EUROPE/ITALY - Fides asks Renato Farina about a new book “Humanity, its present and its destiny: conversations over a cup of coffee” a collection of interviews with Mgr. Luigi Giussani.

Tuesday, 16 November 2004

Rome (Fides Service) - Conversations on the present and on destiny. For everyone. This is the essence of the latest book by Mgr. Luigi Giussani, founder of the Communion and Liberation Movement CL. “Humanity its present and its destiny: conversations over a cup of coffee” is a collection of interviews with Guissani by Italian journalist Renato Farina (vice director of “Libero”) in thirty years: the first in1981, on the day of the assassination attempt on Pope John Paul II and the last published on 22 August by “Libero”, an “Interview on Destiny”, the newspaper says on page 1. “To listen to words which are true, not meditated, not sweetened, not watered down, on the meaning of Christianity, is an experience I would wish on all, including non believers, at least those not blinded by their secular fanaticism” Pierluigi Battista writes in the book’s preface and words true and not at all sweetened came from the lips of Renato Farina, interviewed by Fides a few days after the book was published.

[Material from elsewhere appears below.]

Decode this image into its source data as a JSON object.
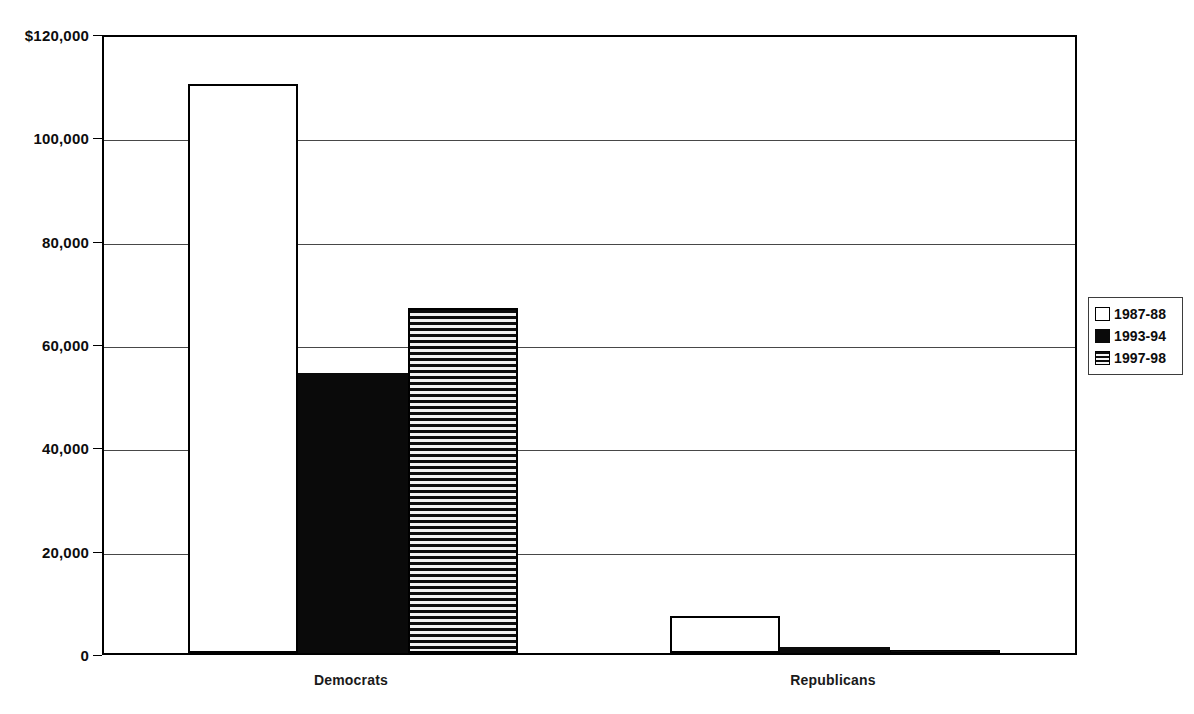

How did this book come to be?
In 1981 following the attack on Pope John Paul II in St Peter’s Square I interviewed Giussani for the “Il Sabato” newspaper. The interview was then forgotten. Profound words useful for many people. I remember the first thing he said when we started the interview: “Anyone who defends the human person -we know this from Jesus Christ - must experience all the risks of life, including the greatest”. And then the words addressed to non believers who have anyway something to learn from the attack on the Pope: “they should feel shivers up and down the spine. They should feel that this attack is on common humanity which permits to live constructively; to live together with a minimum of love and peace. Ardent defence of humanity includes the help the Pope offers with his testimony to any man. To all men and women.” Remembering those words, re-reading the interview, I felt the desire to make my conversations with Guissani in the last thirty years once again available to the public. Render public words which were a gift for the whole Church and for all people.

Yes, a gift for all men and women. In effect every page of the book offers words useful and suited to all for the present and for the end. Like meeting for a coffee and talking about life, human destiny, the end of one’s own life...
Yes, the title of the book, the idea of co-existence, of life shared, lived together, intends to express. Communion is a word central in the life of Giussani and all through the book he speaks of unity, of being connected one to another not an entity closed in on itself but communion for mission, for others, for the world. “Communion means being part of Christ’s mystery in the Church” Giussani said in an interview on 17 May 1986, “and therefore awareness that we are tied in the depths of our being with all who are called by the Lord. «Do you not know that you are members of each other?» Therefore it is something we cannot renounce: we all share in the same Mystery, to refuse to collaborate would mean to deny this belonging”. Often we are content with the beauty of being together, forgetting that all friendship is given to be shared with all, to be missionary.

And that every friendship, every gift of the Spirit is for all, is no secondary thought in the book. This is clear on page 84 when, speaking of relations between movements in the Church, Giussani says: “That the Church, as the Pope insists, is realised in the variety of many movements, is a sign of the riches of the Spirit. The Spirit wishes to regenerate the newness and freshness of the Church in every situation and according to all temperaments. If diversity were to prevent collaboration, it would means that attachment to particular aspects would abuse of the Church’s love as such.
Certainly, many are the interesting ideas hidden in Guissani’s every sentence. If we were, nevertheless, to say what is the book’s central message, what would you say?
In effect all the interviews speak of Christ present in time. God present through Christ in time or time itself passes welcoming a great host: Christ himself. Reality, time which passes, Giussani says in every word, is positive because Christ is and Christ is present.

Have you met Giussani often... what impressed you most about him?
More than by what he says, one is impressed by his attitude, his look, how he sees and judges every situation. He is always one with Christ. He is assimilated to Christ. Everything he says refers to Christ, everything about him coincides with Christ.

“When we hear people speak about this man” Farina writes in the introduction to the book, “and even more when you question him and he looks you in the eye, one inevitably shakes off the torpor of widely known things. Something happens, «I» begins to move and recall old questions, loved faces and suddenly one remembers that nothing is lost. One day he told me: Even anchovies will be saved, not to mention those we love!”